XDR can do everything EDR can do and more: It can extend EDR protection beyond endpoints to cloud workloads, servers, email, and containers.

And then there’s network threat detection and response (NDR). NDR offers a centralized and automated system for analyzing and responding to security incidents, providing protection against both known and unknown threats that may traverse the network.

Implementing NDR enhances your visibility into network blind spots and ability to effectively identify any suspicious entities or activities within your network.

Are XDR or NDR the solutions to your Whack-a-Mole problem? Not so fast.

Whacking the Remaining Moles

Since most enterprises run SIEM, NDR, and XDR in combination, you might think that they have all their blind spots covered.

That’s just what bad actors want you to think.

In reality, there are still several points of vulnerability in those obscure corners of your network where agents don’t fit and nothing generates a useful log file.

Examples of these remaining blind spots include corporate printers and copiers as well as various legacy technologies. Many of these devices have been in place for years and communicate via insecure protocols on the network.

East-West traffic — traffic communicating laterally within a network also — qualifies as a blind spot, since many malware-based attacks require lateral movement within the corporate network.

Encrypted traffic, ironically, also presents a significant blind spot. Encryption, after all, hides the contents of messages. If those contents include malware or other malicious data, then the mole you need to whack is invisible.

Perhaps the greatest source of blind spots for many organizations is hybrid clouds that are some combination of cloud-based and on-premises technology. Few cybersecurity tools focus on hybrid cloud challenges.

As a result, there is a lack of comprehensive visibility across hybrid and multi-cloud environments — and the moles keep popping up.

Beating the Moles at their Own Game with Deep Observability

Agent-based and log-based cybersecurity tools are necessary, but they aren’t sufficient. They simply leave too many blind spots for bad actors to compromise.

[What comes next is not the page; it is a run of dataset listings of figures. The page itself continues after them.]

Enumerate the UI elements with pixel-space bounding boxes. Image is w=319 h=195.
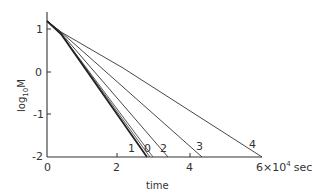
y-axis-title: log10M [16, 79, 30, 112]
curve-label-3: 3 [196, 140, 203, 153]
y-tick-label-m1: -1 [33, 108, 44, 121]
x-tick-label-0: 0 [44, 161, 51, 174]
curve-label-0: 0 [144, 142, 151, 155]
curve-label-4: 4 [249, 138, 256, 151]
curve-label-2: 2 [160, 142, 167, 155]
x-tick-label-4: 4 [186, 161, 193, 174]
y-tick-label-m2: -2 [32, 150, 43, 163]
curve-4 [47, 21, 262, 157]
y-tick-label-0: 0 [35, 66, 42, 79]
x-tick-label-2: 2 [113, 161, 120, 174]
y-tick-label-1: 1 [36, 23, 43, 36]
x-axis-title: time [146, 180, 169, 191]
curve-label-1: 1 [128, 142, 135, 155]
x-tick-label-6: 6×104sec [256, 160, 312, 174]
curve-1 [47, 21, 147, 157]
decay-chart: 1 0 -1 -2 0 2 4 6×104sec time log10M 1 0… [0, 0, 319, 195]
curve-3 [47, 21, 202, 157]
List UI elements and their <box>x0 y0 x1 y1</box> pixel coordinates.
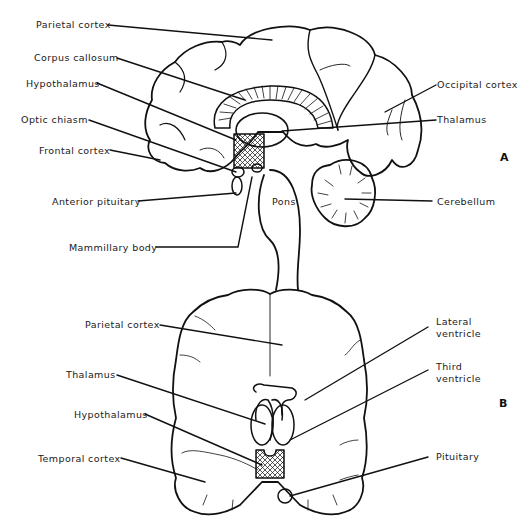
label-b-third-ventricle-1: Third <box>436 361 462 372</box>
label-a-hypothalamus: Hypothalamus <box>26 78 100 89</box>
label-a-pons: Pons <box>272 196 296 207</box>
sagittal-brain <box>145 26 421 290</box>
label-a-occipital-cortex: Occipital cortex <box>437 79 518 90</box>
panel-letter-a: A <box>500 151 509 164</box>
brainstem <box>259 170 300 290</box>
label-a-parietal-cortex: Parietal cortex <box>36 19 111 30</box>
label-b-thalamus: Thalamus <box>66 369 116 380</box>
label-b-lateral-ventricle-1: Lateral <box>436 316 472 327</box>
label-a-corpus-callosum: Corpus callosum <box>34 52 119 63</box>
label-b-third-ventricle-2: ventricle <box>436 373 481 384</box>
label-b-parietal-cortex: Parietal cortex <box>85 319 160 330</box>
hypothalamus-a <box>234 134 264 168</box>
label-b-lateral-ventricle-2: ventricle <box>436 328 481 339</box>
panel-letter-b: B <box>499 397 507 410</box>
label-b-hypothalamus: Hypothalamus <box>74 409 148 420</box>
label-a-anterior-pituitary: Anterior pituitary <box>52 196 141 207</box>
label-b-pituitary: Pituitary <box>436 451 479 462</box>
label-a-mammillary-body: Mammillary body <box>69 242 157 253</box>
label-a-cerebellum: Cerebellum <box>437 196 495 207</box>
label-a-frontal-cortex: Frontal cortex <box>39 145 110 156</box>
label-a-optic-chiasm: Optic chiasm <box>21 114 88 125</box>
label-a-thalamus: Thalamus <box>437 114 487 125</box>
label-b-temporal-cortex: Temporal cortex <box>38 453 120 464</box>
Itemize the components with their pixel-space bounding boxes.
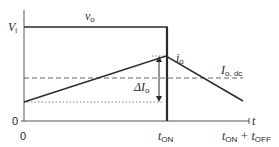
buck-waveform-diagram: Vi vo io Io, dc ΔIo 0 0 tON tON + tOFF t — [0, 0, 279, 147]
t-axis-label: t — [252, 114, 256, 128]
vi-label: Vi — [8, 20, 17, 35]
x-zero-label: 0 — [20, 130, 26, 142]
t-on-plus-t-off-label: tON + tOFF — [222, 129, 271, 144]
vo-label: vo — [85, 9, 95, 24]
delta-io-label: ΔIo — [133, 80, 150, 95]
y-zero-label: 0 — [12, 115, 18, 127]
io-waveform — [24, 56, 243, 102]
delta-io-arrowhead-down — [156, 96, 162, 102]
io-dc-label: Io, dc — [220, 63, 242, 78]
io-label: io — [176, 51, 184, 66]
vo-waveform — [24, 27, 167, 121]
t-on-label: tON — [158, 129, 174, 144]
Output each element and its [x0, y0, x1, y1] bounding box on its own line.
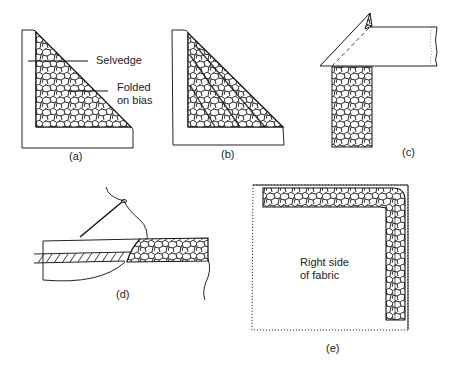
caption-a: (a): [69, 150, 82, 162]
panel-d: [34, 187, 210, 300]
caption-d: (d): [116, 288, 129, 300]
panel-b: [172, 30, 284, 145]
caption-b: (b): [221, 148, 234, 160]
panel-c: [320, 13, 437, 147]
folded-label-line1: Folded: [117, 81, 151, 94]
folded-label-line2: on bias: [117, 94, 152, 107]
caption-e: (e): [326, 342, 339, 354]
diagram-canvas: [0, 0, 460, 370]
caption-c: (c): [402, 146, 415, 158]
right-side-label-line2: of fabric: [300, 269, 339, 282]
selvedge-label: Selvedge: [96, 54, 142, 67]
right-side-label-line1: Right side: [300, 256, 349, 269]
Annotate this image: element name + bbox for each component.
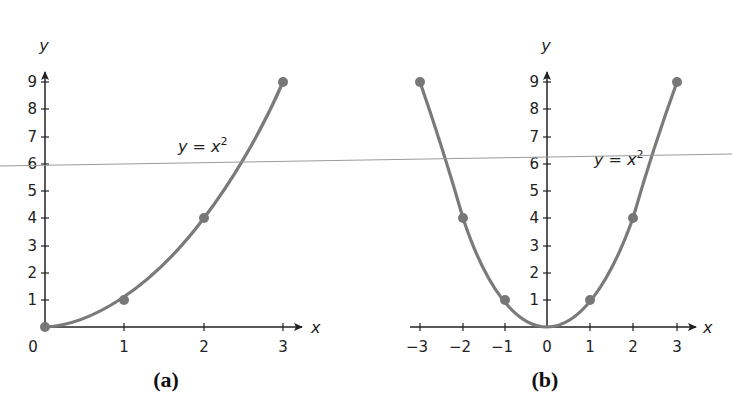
data-point	[278, 77, 288, 87]
data-point	[119, 295, 129, 305]
y-tick-label: 2	[27, 264, 37, 282]
panel-caption: (b)	[532, 367, 559, 392]
data-point	[672, 77, 682, 87]
x-tick-label: −1	[491, 338, 513, 356]
y-tick-label: 9	[27, 73, 37, 91]
data-points	[40, 77, 288, 332]
y-tick-label: 5	[529, 182, 539, 200]
y-tick-label: 7	[27, 128, 37, 146]
x-tick-label: 0	[28, 338, 38, 356]
y-tick-label: 4	[529, 209, 539, 227]
y-tick-label: 4	[27, 209, 37, 227]
y-tick-label: 8	[27, 100, 37, 118]
x-tick-label: −3	[406, 338, 428, 356]
x-tick-label: 1	[585, 338, 595, 356]
x-tick-label: −2	[449, 338, 471, 356]
equation-label: y = x2	[593, 148, 644, 169]
data-point	[40, 322, 50, 332]
x-tick-label: 3	[278, 338, 288, 356]
x-tick-label: 1	[119, 338, 129, 356]
data-point	[458, 213, 468, 223]
data-point	[585, 295, 595, 305]
y-tick-label: 3	[27, 237, 37, 255]
parabola-curve	[420, 82, 677, 327]
figure-canvas: 1 2 3 4 5 6 7 8 9 0 1 2 3 y x y = x2 (a)	[0, 0, 732, 412]
x-tick-label: 2	[199, 338, 209, 356]
data-point	[500, 295, 510, 305]
data-point	[415, 77, 425, 87]
parabola-curve	[45, 82, 283, 327]
y-tick-label: 1	[529, 291, 539, 309]
y-tick-label: 5	[27, 182, 37, 200]
data-point	[199, 213, 209, 223]
chart-panel-a: 1 2 3 4 5 6 7 8 9 0 1 2 3 y x y = x2 (a)	[27, 36, 321, 392]
y-tick-label: 3	[529, 237, 539, 255]
x-tick-label: 2	[628, 338, 638, 356]
x-axis-label: x	[702, 318, 713, 337]
y-tick-label: 9	[529, 73, 539, 91]
y-tick-label: 2	[529, 264, 539, 282]
y-axis-label: y	[540, 36, 551, 55]
y-tick-label: 8	[529, 100, 539, 118]
x-tick-label: 0	[542, 338, 552, 356]
y-tick-label: 7	[529, 128, 539, 146]
y-tick-label: 6	[27, 155, 37, 173]
panel-caption: (a)	[153, 367, 179, 392]
data-point	[628, 213, 638, 223]
y-tick-label: 1	[27, 291, 37, 309]
y-axis-label: y	[38, 36, 49, 55]
x-axis-label: x	[310, 318, 321, 337]
chart-panel-b: 1 2 3 4 5 6 7 8 9 −3 −2 −1 0 1 2 3 y x y…	[406, 36, 713, 392]
equation-label: y = x2	[177, 135, 228, 156]
x-tick-label: 3	[672, 338, 682, 356]
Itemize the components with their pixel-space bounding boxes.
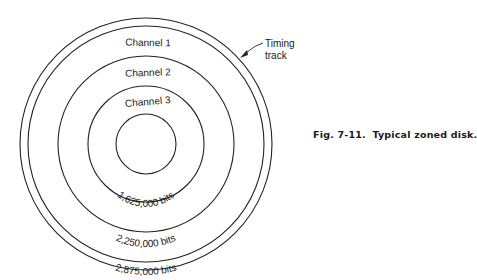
channel-3-bits-label: 1,625,000 bits	[116, 189, 176, 209]
timing-track-ring	[28, 26, 264, 262]
timing-track-label-line1: Timing	[265, 38, 295, 49]
channel-1-bits-label: 2,875,000 bits	[114, 262, 177, 277]
channel-1-label: Channel 1	[125, 37, 171, 49]
timing-track-leader	[240, 43, 263, 58]
arrowhead-icon	[240, 50, 248, 58]
hub-circle	[116, 114, 176, 174]
channel-2-label: Channel 2	[125, 66, 171, 79]
figure-number: Fig. 7-11.	[313, 129, 366, 140]
timing-track-label-line2: track	[265, 50, 288, 61]
figure-caption: Fig. 7-11. Typical zoned disk.	[313, 129, 477, 140]
channel-3-label: Channel 3	[125, 94, 172, 109]
channel-2-bits-label: 2,250,000 bits	[115, 232, 178, 249]
figure-title: Typical zoned disk.	[372, 129, 477, 140]
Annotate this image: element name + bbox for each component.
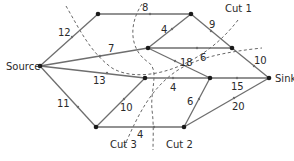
node-a [96,12,101,17]
capacity-label: 10 [254,55,267,66]
capacity-label: 13 [93,75,106,86]
capacity-label: 9 [209,19,215,30]
cut-1-label: Cut 1 [225,3,252,14]
capacity-label: 4 [137,129,143,140]
sink-label: Sink [275,73,294,84]
capacity-label: 7 [108,43,114,54]
node-c [146,46,151,51]
capacity-label: 8 [142,2,148,13]
node-f [208,76,213,81]
arrow-icon [210,30,212,32]
arrow-icon [106,72,108,74]
capacity-label: 18 [180,57,193,68]
cut-2-label: Cut 2 [166,139,193,150]
node-g [94,125,99,130]
arrow-icon [171,28,173,30]
arrow-icon [99,55,101,57]
capacity-label: 6 [200,52,206,63]
arrow-icon [198,98,200,100]
capacity-label: 11 [57,98,70,109]
edge-c-b [148,14,191,48]
capacity-label: 6 [187,96,193,107]
node-sink [267,76,272,81]
node-b [189,12,194,17]
arrow-icon [233,97,235,99]
capacity-label: 10 [120,102,133,113]
arrow-icon [174,60,176,62]
arrow-icon [71,36,73,38]
arrow-icon [153,126,155,128]
node-d [230,46,235,51]
arrow-icon [236,77,238,79]
cut-1-line [66,6,238,75]
capacity-label: 20 [232,101,245,112]
capacity-label: 4 [170,82,176,93]
flow-network-diagram: Source Sink 12 7 13 11 8 4 9 6 10 18 4 1… [0,0,294,161]
arrow-icon [172,77,174,79]
capacity-label: 15 [231,81,244,92]
arrow-icon [149,13,151,15]
arrow-icon [123,98,125,100]
cut-3-label: Cut 3 [110,139,137,150]
source-label: Source [6,61,40,72]
arrow-icon [196,47,198,49]
arrow-icon [77,106,79,108]
node-h [182,125,187,130]
node-e [143,76,148,81]
capacity-label: 12 [58,27,71,38]
capacity-label: 4 [161,24,167,35]
edge-source-g [40,66,96,127]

The missing piece: Solutions like the Gigamon Deep Observability Pipeline that provide packet-level intelligence on the network. Combining network-derived intelligence with agent and log-based tools gives organizations deep observability.

Organizations can use this deep observability to uncover threats that would otherwise fall into existing cybersecurity blind spots, even across hybrid and multi-cloud infrastructure, from the network to the applications.

Deep observability, in fact, is a foundational requirement for any Zero Trust architecture, because it exposes all the blind spots. Zero Trust assumes any information on the network is potentially malicious — a core part of the NIST SP 800-207 definition of Zero Trust.

Without deep observability, there’s no way for cybersecurity infrastructure to rigorously separate benign traffic from malicious.

The Intellyx Take

Try as we might to whack all the moles, there will always be the possibility that one will slip through. Perfect cybersecurity is impossible.

As a result, organizations must also focus on defense in depth — combining EDR (agents), SIEM (logs and other telemetry), as well as packet-level visibility to achieve the deep observability necessary to ensure that the security team is able to detect and mitigate any threats that find their way past their cyber-hammers.

Defense in depth combines comprehensive security protections with the observability necessary to detect and mitigate any compromise. It derives implicit trust from an organization’s cybersecurity controls.

XDR, NDR, and SIEM, either separately or together, aren’t good enough. By combining them without high fidelity, network-level visibility, you’ve actually reduced your ability to correlate relevant data. Not only will you leave some moles unwhacked, but you might not even see the ones that slip through.

Combining network insights with log-based tools to detect previously unseen threats to provide deep observability solves this problem and is core to Gigamon’s value proposition — what it calls its “better together” story.

With deep observability, you’ll be able to spot those pesky critters as soon as they poke their head above the board.